Even as he stirs up the political atmosphere with his Twitter turbulence, President Trump has found a way to forge bipartisan agreement on an issue critical to the nation’s future: support for schools, colleges, and universities. Once again, he has proposed an education budget unacceptable to Republicans as well as Democrats in Congress.
By its accounting, the Trump administration would reduce the U.S. Department of Education’s budget by 10 percent, or $7.1 billion. By the accounting of education policy analysts, the cuts would amount to up to 12 percent, or at least $8 billion. (See articles on the reductions from Alliance for Excellent Education and New America.)
In 2017 and 2018, when Republicans held both House and Senate majorities, the Trump reduce-education-funding budget request was put aside. Now, with Democrats holding a House majority, the administration’s budget will get an even cooler reception. In the often-coarse parlance of Washington, it was “dead on arrival.”
What’s more, the U.S. government contributes far less to American schooling than state and local governments. Federal funding accounts for 8 percent nationally — about 12 percent in North Carolina.
If the proposed budget has no chance of enactment, and the federal share of education support is so slender, why pay attention to what Trump has proposed? The answer, of course, is that a government budget reflects the priorities and values of those who design it.
Informed by his experience as an education-reform governor of Texas, Republican George W. Bush initiated No Child Left Behind. Informed by his experience observing big-city schools in Chicago, Democrat Barack Obama offered Race to the Top grants to states, as well as encouraging charter schools.
What the administration describes as “the most transformative education proposal in the president’s budget request’’ would take the nation down another path. It would provide a tax credit for “voluntary donations’’ from individuals and businesses to a Treasury fund, which would provide up to $5 billion per year in “scholarships’’ for both public and private education. The proposal is in keeping with the administration’s overarching promotion of “choice.”

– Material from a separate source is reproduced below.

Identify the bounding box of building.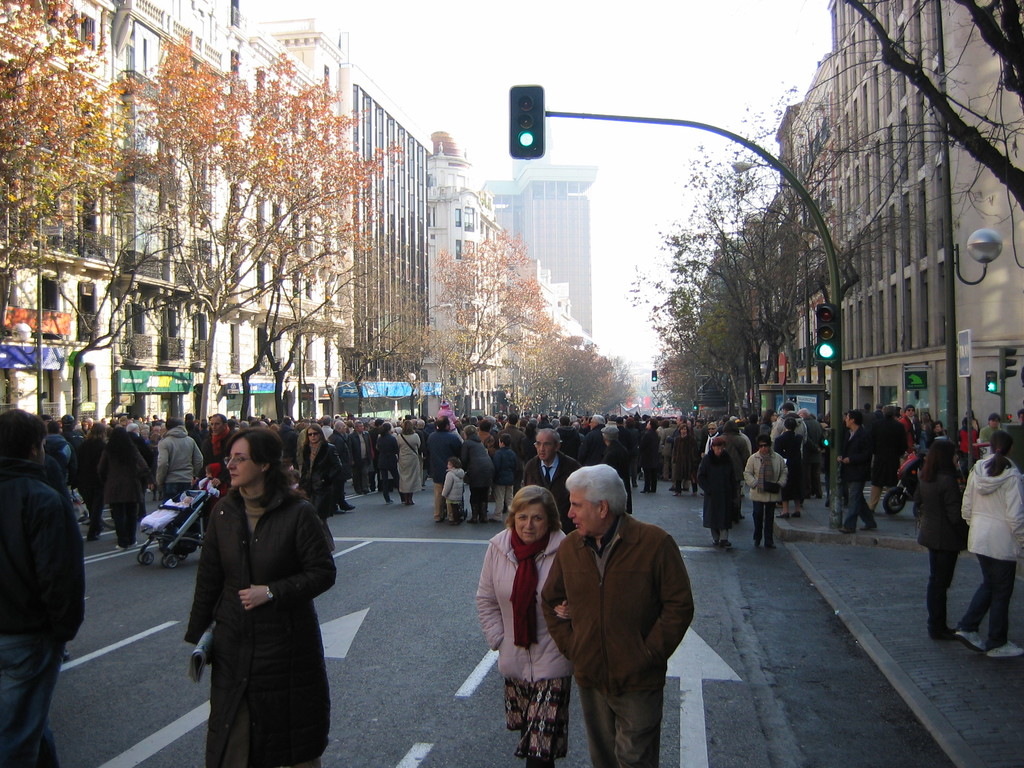
755, 101, 804, 401.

The president also proposes an increase in funding for charter schools and magnets, and for more federal support of school safety measures. He would convert existing support for teachers’ professional development to “vouchers’’ for teachers to purchase their own enrichment education.
His budget also lists 29 programs for “elimination”: for example, extra out-of-classroom assistance to students in high-poverty, low-performing schools, literacy instruction, after-school programs, college awareness and preparation for low-income students, and arts and civic education.
In addition to “choice,’’ the president’s budget is also guided by an impulse to diminish the federal role. And, to be sure, dissatisfaction over No Child Left Behind and Race to the Top led to the Every Student Succeeds Act, signed by President Obama, that rests on the premise of a return to greater state-local responsibility.
And yet, in North Carolina as well as more than half the states, combined local-state K-12 funding has not returned to pre-Great Recession levels. The Washington-based Center on Budget and Policy Priorities points out that North Carolina boosted state per-student funding by 3 percent in 2018, but the state remained below — by 7 percent — its pre-recession funding in inflation-adjusted dollars.
Even if President Trump has priorities other than public education, the great debate over schooling matters greatly to North Carolina’s success as one of the nation’s 10 largest states. Even as it’s “dead on arrival’’ in Congress, the administration’s education budget serves as an indicator of the degrading of day-to-day governance amid the turbulence of the Trump presidency.